[Haskell-beginners] Stack space overflow: using strict accumulator still fails
Daniel Fischer
daniel.is.fischer at googlemail.com
Mon Oct 31 23:31:21 CET 2011
On Monday 31 October 2011, 23:12:03, Hugo Ferreira wrote:
> You mean, I have to use something like:
>
> where
> (correct,_) = Z.cursor z
>
> instead of
>
> where (correct,_) = Z.cursor z
Yes.
>
> I googled the rules and found
> http://en.wikibooks.org/wiki/Haskell/Indentation. Doesn't seem to be a
> requirement.
Hence the ";)".
> >
> > Been a bugger to hunt down, but I finally found it.
> > The culprit is *drumroll, ba-dum tish*:
> > a one-character typo in Data.List.Zipper.
> > foldlz' isn't. The recursive call is to foldlz, not foldlz'.
>
> Now I am baffled B-(
>
> The package docs state:
> foldlz' is foldlz with a strict accumulator
>
> Why would/should one not use the strict version here?
Because there's a typo in the implementation (notified the maintainer).
> What do you mean when you say "recursive call"?
Let's look at lists first.
The specification in the standard is
foldl f z [] = z
foldl f z (x:xs) = foldl f (f z x) xs
^^^^^
recursive call to foldl
Very similar for the list zipper, we have
foldlz :: (b -> Zipper a -> b) -> b -> Zipper a -> b
foldlz f x z
| endp z = x
| otherwise = foldlz f (f x z) (right z)
^^^^^^
And for foldlz', the intention was
foldlz' :: (b -> Zipper a -> b) -> b -> Zipper a -> b
foldlz' f x z
| endp z = x
| otherwise = acc `seq` foldlz' f acc (right z)
where acc = f x z
but in the otherwise branch, the ' has been omitted, so instead of
recursively calling itself with the new accumulator, it calls foldlz.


> **YOUR GOAL**
Where does the string "dcdcdc" appear in the listing below? Copy every line where it does.

> **GIVEN DATA**

***

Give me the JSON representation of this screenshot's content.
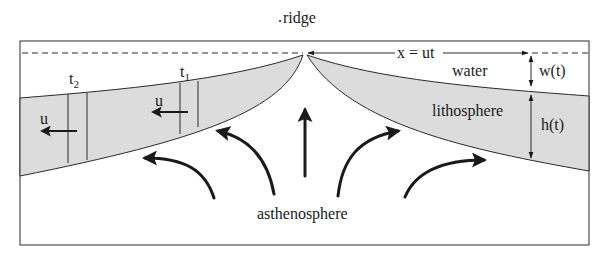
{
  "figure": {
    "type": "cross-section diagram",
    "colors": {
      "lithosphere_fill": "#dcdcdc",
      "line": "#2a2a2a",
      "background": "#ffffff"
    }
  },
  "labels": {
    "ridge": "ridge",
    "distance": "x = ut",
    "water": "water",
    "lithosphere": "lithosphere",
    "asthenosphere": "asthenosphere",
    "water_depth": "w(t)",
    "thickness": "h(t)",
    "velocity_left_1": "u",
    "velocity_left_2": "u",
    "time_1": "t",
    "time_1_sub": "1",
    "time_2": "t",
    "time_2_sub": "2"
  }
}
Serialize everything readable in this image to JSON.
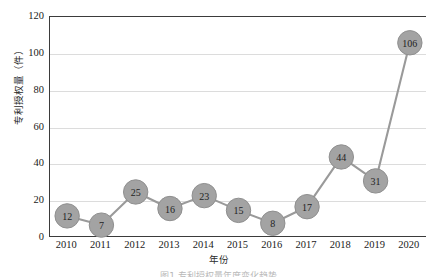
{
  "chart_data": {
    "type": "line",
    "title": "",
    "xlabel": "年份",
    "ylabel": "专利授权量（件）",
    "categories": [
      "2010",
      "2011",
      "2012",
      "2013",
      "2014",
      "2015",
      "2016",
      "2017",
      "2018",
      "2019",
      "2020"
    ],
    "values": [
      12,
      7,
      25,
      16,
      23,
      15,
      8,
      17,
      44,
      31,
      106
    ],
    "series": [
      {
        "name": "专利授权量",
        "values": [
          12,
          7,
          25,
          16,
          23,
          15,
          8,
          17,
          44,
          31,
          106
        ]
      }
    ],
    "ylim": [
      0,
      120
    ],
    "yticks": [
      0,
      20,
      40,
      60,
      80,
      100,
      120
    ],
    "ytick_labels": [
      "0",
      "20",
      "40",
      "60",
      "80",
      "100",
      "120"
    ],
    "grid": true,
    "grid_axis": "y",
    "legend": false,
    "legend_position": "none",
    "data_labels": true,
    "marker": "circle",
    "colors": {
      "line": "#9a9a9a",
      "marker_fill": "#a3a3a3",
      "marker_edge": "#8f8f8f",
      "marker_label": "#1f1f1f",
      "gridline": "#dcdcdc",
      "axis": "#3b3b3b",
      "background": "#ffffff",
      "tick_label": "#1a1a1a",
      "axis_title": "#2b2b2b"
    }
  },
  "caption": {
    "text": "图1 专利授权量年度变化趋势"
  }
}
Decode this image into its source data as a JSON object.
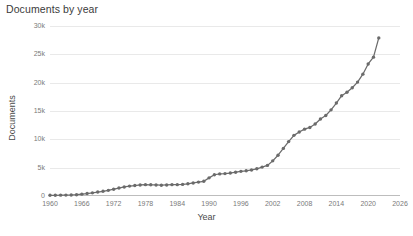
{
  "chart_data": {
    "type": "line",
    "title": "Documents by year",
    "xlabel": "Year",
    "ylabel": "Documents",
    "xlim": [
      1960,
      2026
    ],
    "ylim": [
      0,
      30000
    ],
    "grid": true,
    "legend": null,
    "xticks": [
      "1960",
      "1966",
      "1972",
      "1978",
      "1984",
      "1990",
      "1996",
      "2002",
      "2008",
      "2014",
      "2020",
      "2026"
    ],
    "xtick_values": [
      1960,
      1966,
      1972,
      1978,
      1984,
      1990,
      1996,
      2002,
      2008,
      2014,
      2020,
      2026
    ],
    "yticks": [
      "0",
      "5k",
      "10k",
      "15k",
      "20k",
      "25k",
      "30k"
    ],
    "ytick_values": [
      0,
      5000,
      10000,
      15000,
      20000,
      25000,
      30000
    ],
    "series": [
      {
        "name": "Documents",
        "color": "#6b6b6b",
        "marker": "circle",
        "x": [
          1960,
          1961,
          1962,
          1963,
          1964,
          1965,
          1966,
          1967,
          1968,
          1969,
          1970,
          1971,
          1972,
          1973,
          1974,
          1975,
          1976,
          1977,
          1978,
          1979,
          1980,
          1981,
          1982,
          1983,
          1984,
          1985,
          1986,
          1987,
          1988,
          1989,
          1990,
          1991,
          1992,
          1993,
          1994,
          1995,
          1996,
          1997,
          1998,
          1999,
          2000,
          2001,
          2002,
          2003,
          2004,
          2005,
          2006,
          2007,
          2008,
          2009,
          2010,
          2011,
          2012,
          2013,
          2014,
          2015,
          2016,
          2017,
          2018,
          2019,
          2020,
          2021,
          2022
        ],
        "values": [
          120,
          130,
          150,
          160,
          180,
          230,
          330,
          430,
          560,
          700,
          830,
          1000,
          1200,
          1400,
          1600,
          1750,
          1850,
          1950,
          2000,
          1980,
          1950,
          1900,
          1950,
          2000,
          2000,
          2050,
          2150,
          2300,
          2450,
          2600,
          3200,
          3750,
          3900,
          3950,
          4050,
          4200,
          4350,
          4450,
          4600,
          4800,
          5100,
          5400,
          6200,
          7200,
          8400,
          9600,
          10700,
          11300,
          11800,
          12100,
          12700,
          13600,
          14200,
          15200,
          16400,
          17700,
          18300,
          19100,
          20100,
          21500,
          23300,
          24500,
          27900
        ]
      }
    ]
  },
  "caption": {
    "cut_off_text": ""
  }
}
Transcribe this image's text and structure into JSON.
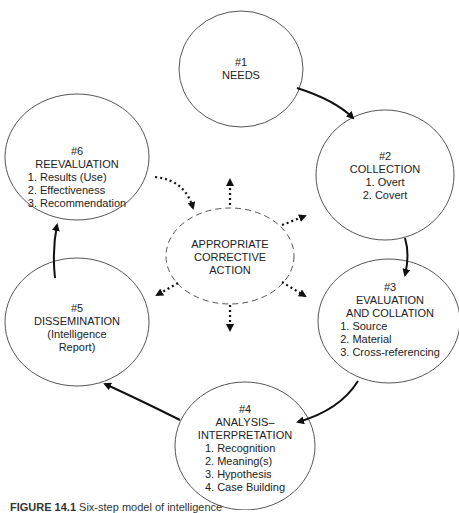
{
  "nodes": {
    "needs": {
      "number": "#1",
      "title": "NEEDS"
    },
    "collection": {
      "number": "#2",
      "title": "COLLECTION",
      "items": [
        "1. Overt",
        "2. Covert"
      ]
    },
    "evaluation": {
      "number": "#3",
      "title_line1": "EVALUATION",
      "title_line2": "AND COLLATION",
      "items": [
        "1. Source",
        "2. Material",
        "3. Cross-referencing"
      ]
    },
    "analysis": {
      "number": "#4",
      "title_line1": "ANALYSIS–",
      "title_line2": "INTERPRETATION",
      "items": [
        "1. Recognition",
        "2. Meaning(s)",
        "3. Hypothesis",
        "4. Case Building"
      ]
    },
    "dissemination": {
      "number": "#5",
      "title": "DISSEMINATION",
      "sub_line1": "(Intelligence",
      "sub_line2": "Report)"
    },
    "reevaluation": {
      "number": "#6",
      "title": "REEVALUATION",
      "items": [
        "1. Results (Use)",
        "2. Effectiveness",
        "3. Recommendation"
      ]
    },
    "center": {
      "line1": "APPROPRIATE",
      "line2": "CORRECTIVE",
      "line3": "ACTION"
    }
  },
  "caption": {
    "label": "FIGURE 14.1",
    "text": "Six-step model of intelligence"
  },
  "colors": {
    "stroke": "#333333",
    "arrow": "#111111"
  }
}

***

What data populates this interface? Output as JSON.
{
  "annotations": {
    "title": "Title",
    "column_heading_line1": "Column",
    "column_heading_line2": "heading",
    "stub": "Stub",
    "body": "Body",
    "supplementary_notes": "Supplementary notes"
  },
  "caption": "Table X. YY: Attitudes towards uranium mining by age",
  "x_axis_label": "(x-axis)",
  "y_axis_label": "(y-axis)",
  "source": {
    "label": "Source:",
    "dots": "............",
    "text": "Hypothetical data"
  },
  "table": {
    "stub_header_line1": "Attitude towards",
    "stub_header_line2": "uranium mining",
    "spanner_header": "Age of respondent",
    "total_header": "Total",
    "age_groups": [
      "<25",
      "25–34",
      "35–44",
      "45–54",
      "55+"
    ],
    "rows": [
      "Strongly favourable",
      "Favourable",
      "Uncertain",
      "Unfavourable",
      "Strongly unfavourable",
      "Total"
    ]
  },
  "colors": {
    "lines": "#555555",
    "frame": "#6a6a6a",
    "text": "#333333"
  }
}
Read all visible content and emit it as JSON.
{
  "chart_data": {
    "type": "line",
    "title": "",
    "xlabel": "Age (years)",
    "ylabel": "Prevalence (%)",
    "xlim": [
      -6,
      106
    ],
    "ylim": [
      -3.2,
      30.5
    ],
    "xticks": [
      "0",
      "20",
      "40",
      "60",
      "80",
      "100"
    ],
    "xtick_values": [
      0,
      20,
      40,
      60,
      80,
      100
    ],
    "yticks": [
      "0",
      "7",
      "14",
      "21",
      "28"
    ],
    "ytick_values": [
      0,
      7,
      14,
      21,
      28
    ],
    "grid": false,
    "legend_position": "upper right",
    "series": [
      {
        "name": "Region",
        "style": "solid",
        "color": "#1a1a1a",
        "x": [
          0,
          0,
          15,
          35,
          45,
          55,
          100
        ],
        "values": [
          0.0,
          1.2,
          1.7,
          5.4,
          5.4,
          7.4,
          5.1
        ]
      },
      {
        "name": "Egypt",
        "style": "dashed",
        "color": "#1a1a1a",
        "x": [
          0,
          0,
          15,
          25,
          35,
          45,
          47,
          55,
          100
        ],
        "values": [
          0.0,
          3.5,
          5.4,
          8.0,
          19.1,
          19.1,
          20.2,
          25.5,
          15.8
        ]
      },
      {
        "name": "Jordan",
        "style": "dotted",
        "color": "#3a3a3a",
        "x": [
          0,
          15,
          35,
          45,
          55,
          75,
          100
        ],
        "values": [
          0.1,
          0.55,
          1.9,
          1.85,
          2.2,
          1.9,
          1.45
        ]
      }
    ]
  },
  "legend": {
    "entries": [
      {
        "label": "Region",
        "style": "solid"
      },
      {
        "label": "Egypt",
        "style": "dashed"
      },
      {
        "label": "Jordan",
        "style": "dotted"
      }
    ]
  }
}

***

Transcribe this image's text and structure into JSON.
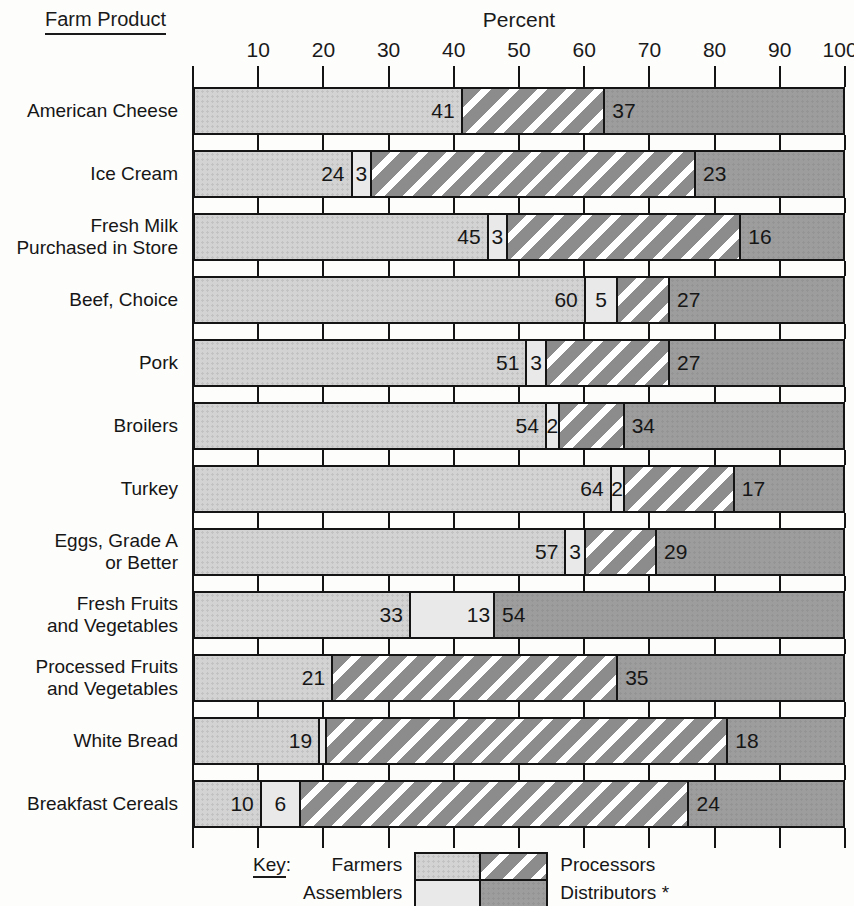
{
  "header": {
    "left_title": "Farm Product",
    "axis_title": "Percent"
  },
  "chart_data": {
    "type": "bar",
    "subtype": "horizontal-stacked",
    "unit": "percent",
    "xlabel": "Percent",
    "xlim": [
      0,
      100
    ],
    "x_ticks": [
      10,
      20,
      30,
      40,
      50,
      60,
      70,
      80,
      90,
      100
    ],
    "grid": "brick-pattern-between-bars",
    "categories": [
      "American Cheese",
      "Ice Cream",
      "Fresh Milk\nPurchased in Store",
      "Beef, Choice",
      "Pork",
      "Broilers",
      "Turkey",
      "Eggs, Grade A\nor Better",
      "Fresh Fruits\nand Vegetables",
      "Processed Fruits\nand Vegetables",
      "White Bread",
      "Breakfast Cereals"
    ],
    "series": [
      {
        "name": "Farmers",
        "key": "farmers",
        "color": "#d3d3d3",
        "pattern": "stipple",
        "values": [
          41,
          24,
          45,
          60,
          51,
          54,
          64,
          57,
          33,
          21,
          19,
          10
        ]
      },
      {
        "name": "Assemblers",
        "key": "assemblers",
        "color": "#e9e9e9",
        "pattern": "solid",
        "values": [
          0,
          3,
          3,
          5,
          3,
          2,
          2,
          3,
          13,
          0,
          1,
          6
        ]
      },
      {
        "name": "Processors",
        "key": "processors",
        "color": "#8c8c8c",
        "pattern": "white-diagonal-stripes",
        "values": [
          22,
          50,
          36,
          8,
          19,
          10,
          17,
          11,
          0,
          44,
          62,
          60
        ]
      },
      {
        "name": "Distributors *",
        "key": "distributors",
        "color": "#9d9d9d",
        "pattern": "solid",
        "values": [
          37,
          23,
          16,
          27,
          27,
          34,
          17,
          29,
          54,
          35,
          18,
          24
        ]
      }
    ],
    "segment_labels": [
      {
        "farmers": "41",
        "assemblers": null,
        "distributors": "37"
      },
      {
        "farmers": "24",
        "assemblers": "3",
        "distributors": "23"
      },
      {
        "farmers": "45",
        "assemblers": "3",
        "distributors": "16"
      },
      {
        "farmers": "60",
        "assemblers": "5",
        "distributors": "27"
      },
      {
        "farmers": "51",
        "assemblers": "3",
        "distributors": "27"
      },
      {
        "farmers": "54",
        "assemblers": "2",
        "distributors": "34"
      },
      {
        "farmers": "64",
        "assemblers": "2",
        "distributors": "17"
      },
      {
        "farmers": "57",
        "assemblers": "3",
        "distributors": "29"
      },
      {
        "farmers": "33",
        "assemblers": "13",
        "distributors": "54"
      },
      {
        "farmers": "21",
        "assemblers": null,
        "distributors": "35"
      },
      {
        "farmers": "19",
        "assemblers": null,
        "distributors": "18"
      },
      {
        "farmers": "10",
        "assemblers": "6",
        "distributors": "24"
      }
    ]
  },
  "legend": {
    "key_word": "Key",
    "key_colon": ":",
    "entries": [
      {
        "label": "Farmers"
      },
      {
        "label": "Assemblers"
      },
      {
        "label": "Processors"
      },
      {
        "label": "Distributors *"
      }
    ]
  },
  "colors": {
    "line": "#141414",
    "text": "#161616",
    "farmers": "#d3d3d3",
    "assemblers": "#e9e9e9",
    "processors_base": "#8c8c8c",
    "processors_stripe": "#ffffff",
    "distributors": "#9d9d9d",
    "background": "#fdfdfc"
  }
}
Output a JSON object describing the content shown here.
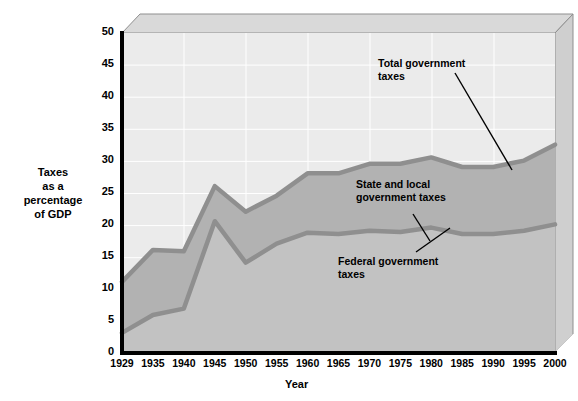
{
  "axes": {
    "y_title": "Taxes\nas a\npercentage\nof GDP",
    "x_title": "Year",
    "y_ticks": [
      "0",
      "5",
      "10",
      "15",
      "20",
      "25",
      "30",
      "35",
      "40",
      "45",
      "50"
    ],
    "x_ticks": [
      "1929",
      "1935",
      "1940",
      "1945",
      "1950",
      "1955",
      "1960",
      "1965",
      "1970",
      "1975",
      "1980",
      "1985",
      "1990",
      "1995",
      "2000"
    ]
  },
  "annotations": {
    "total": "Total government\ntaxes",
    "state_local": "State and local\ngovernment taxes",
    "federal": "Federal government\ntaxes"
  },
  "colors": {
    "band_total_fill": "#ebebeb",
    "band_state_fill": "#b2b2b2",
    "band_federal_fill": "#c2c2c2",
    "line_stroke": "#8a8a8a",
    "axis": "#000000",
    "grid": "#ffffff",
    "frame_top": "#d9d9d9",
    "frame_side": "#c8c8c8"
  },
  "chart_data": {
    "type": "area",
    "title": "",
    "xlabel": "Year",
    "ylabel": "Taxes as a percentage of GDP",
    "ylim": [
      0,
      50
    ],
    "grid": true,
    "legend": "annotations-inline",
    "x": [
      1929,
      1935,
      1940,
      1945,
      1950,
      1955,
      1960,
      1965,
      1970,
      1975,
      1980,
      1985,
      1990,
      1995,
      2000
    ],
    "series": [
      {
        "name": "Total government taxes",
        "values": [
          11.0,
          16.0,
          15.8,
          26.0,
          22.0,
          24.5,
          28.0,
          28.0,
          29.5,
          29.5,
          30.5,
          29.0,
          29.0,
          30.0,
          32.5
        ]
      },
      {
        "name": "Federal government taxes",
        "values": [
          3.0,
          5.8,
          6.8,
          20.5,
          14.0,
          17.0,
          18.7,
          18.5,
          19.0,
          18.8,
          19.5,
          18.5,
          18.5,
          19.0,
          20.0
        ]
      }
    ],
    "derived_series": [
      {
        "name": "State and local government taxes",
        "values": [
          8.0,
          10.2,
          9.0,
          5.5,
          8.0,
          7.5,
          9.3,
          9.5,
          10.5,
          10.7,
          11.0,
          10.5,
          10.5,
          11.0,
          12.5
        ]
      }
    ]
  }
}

***

> **EXERCISE ANSWER**
      "lithosphere_fill": "#dcdcdc",
      "gridline": "#dcdcdc",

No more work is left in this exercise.